US to press China over repatriation of N. Koreans

WASHINGTON (AP) - The United States(US) will press China over its forcible repatriation of refugees to North Korea, a US human rights envoy said Wednesday. He likened the North's vast gulag to that operated by the Soviet Union in the 1930s.

Robert King is among US officials meeting in Washington this week with China's envoy on Korean affairs, Wu Dawei.

The Obama administration is looking for Beijing to use its leverage over its North Korean ally to tamp down its provocative behavior and move toward abandoning nuclear weapons.

The prime focus of Washington's policy is on tackling the emerging threat to the US and its allies posed by North Korea's missile and nuclear programs. But King said human rights were also important for US policy.

He described conditions in North Korea as deplorable, and took particular aim at the prison camp system which he said is estimated to hold between 130,000 and 200,000 people.

He said it was "outrageous" that many detainees - more than half according to some reports - are imprisoned because of family ties rather than for committing a crime.

"This is something that the last time it was done in the Soviet Union was in the 1930s. The Soviet Union in the 1970s was enlightened in comparison to North Korea," he told reporters.

King is US envoy for North Korean human rights issues but has limited scope to engage directly with Pyongyang and influence conditions there.

Since his appointment three-and-a-half years ago, he has only visited once, in 2011, when the US was contemplating providing food aid to the impoverished country.

King cited as progress the United Nations Human Rights Council's decision in March, with US support, to form a commission of inquiry into allegations of grave abuses and crimes against humanity in North Korea. King said that although the three-member commission was unlikely to be able to visit North Korea either, it would elevate legal pressure on Pyongyang.

"We have to continue to press the North Koreans and call attention to what they are doing," King said. "Are we going to have success tomorrow? Probably not. Are we going to succeed some day? Yes, I think we are. But I think we have got to continue to press and push."

Elevating that pressure, however, could sit awkwardly with efforts to win greater Chinese cooperation - notwithstanding Beijing's annoyance with North Korea's latest nuclear test and subsequent belligerent rhetoric that has prompted the US and its allies to step up military readiness and missile defense in the region.

Asked about the flight of refugees from North Korea to China, King said both sides have stepped up border controls, decreasing the numbers fleeing since 2011.

He said there are indications forcible repatriations from China are continuing.

"We continue to press the Chinese on this issue. It's an issue of concern to us" and South Korea, King said.

Human Rights Watch says after new North Korean leader Kim Jong Un took power, the government decreed a shoot-on-sight order to border guards to stop illegal crossings into China. Returnees to North Korea suspected of religious or political activities while in China face lengthy terms of forced labor in re-education centers, it says.

The Chinese envoy Wu was meeting Monday with the lead US envoy on North Korea, Glyn Davies, and has more meetings at the State Department on Tuesday.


*BRIEF*:
In the material below, find the line containing "Help me find" and the line containing "Detect the region". Output those two lines and all lines between them exactly, without pictures.

━━━ DATA RECORDS ━━━

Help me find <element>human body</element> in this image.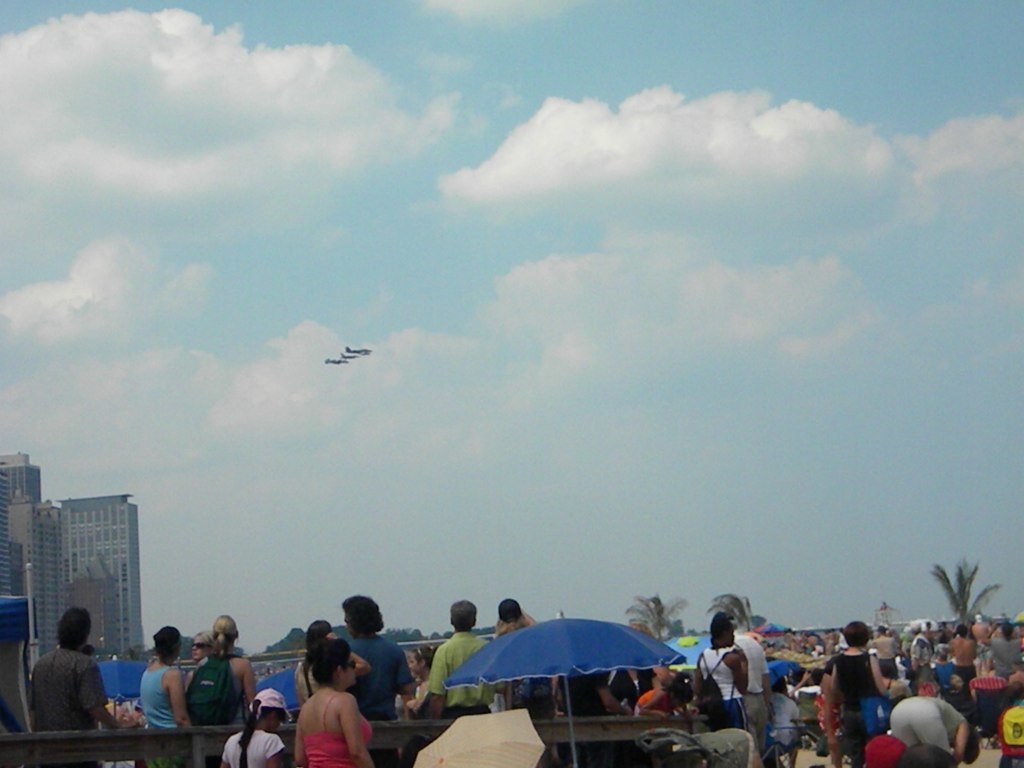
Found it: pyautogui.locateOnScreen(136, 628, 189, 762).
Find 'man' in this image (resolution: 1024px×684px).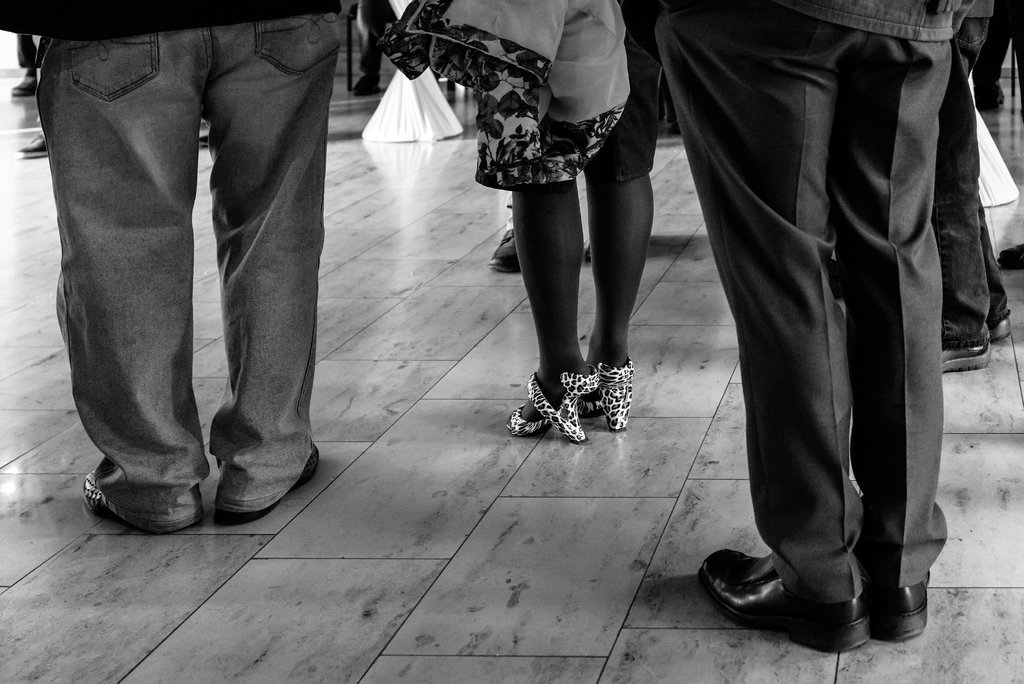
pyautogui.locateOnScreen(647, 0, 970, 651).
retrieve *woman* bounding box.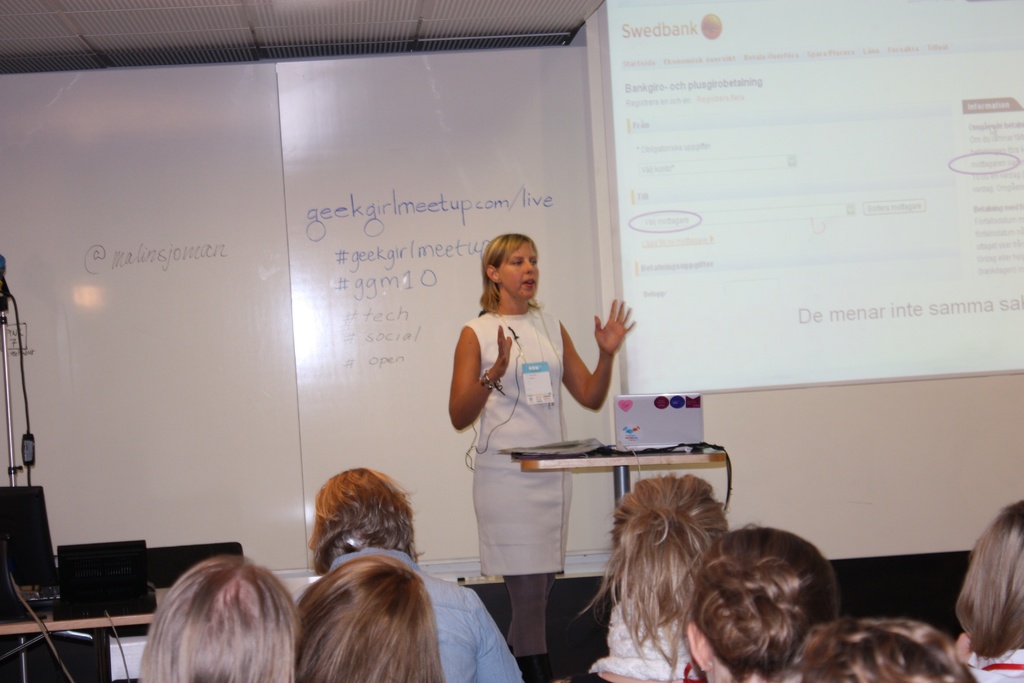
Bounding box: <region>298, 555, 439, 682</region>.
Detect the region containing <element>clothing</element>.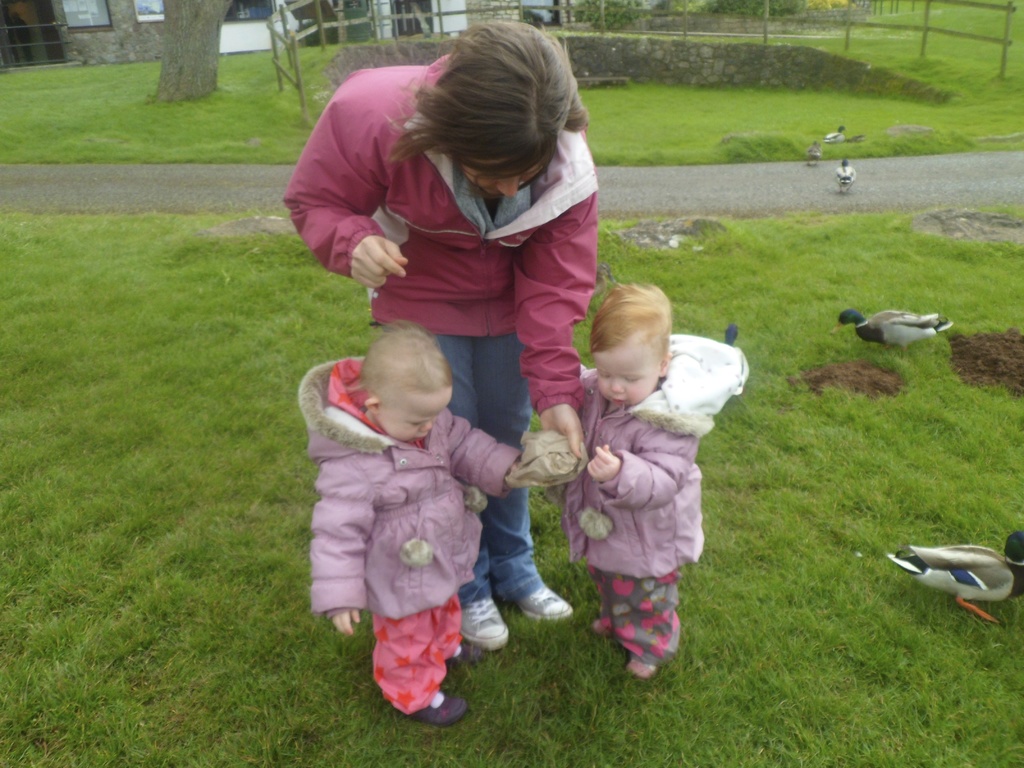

━━━
━━━ DATA RECORDS ━━━

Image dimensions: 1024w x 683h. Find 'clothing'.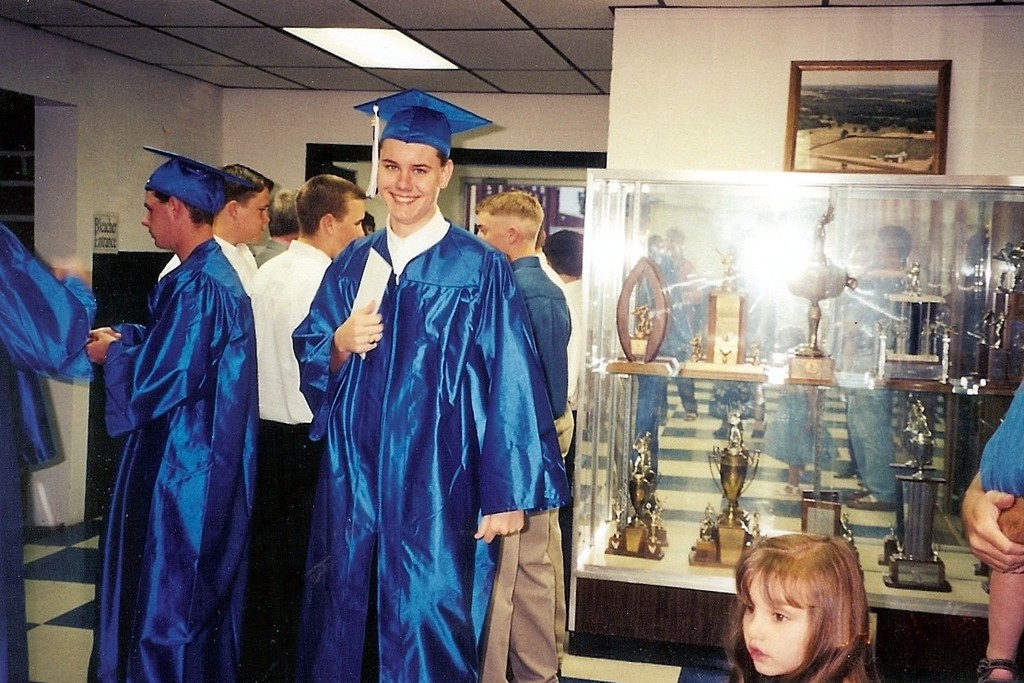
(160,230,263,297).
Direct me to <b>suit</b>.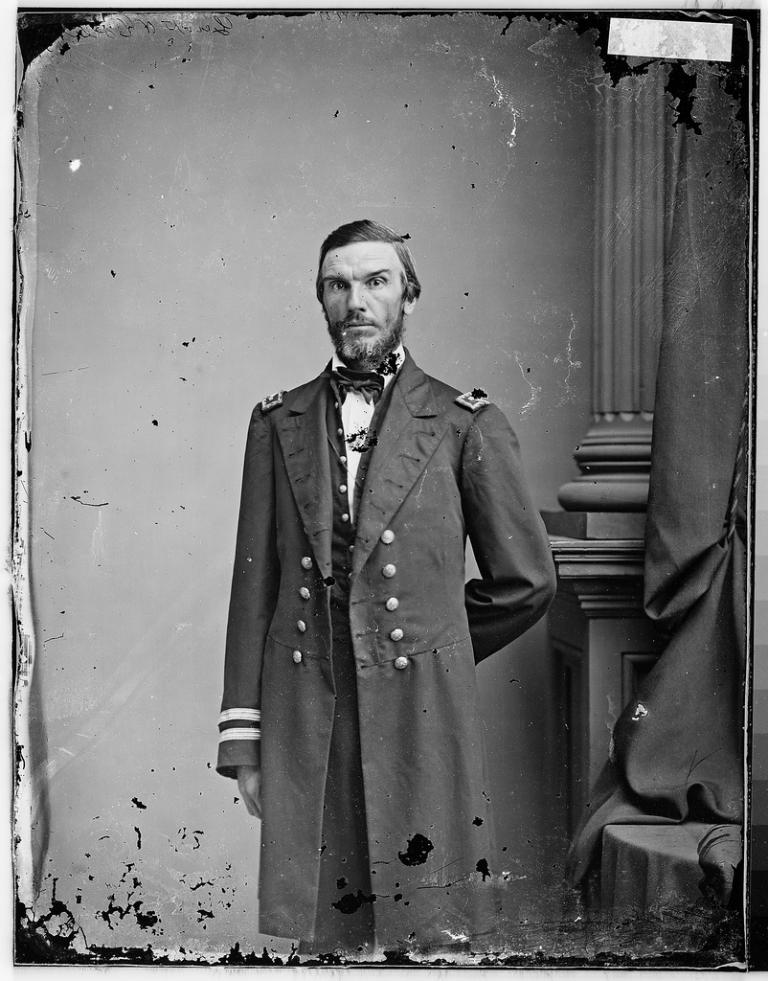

━━━
━━━ DATA RECORDS ━━━

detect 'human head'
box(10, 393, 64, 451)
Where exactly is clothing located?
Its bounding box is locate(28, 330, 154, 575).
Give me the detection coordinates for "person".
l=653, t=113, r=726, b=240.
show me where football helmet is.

━━━

*WRITTEN ANSWER*:
Help me find <element>human body</element> in this image.
Found it: pyautogui.locateOnScreen(136, 628, 189, 762).
Find 'man' in this image (resolution: 1024px×684px).
pyautogui.locateOnScreen(647, 0, 970, 651).
retrieve *woman* bounding box.
Bounding box: <region>298, 555, 439, 682</region>.
Detect the region containing <element>clothing</element>.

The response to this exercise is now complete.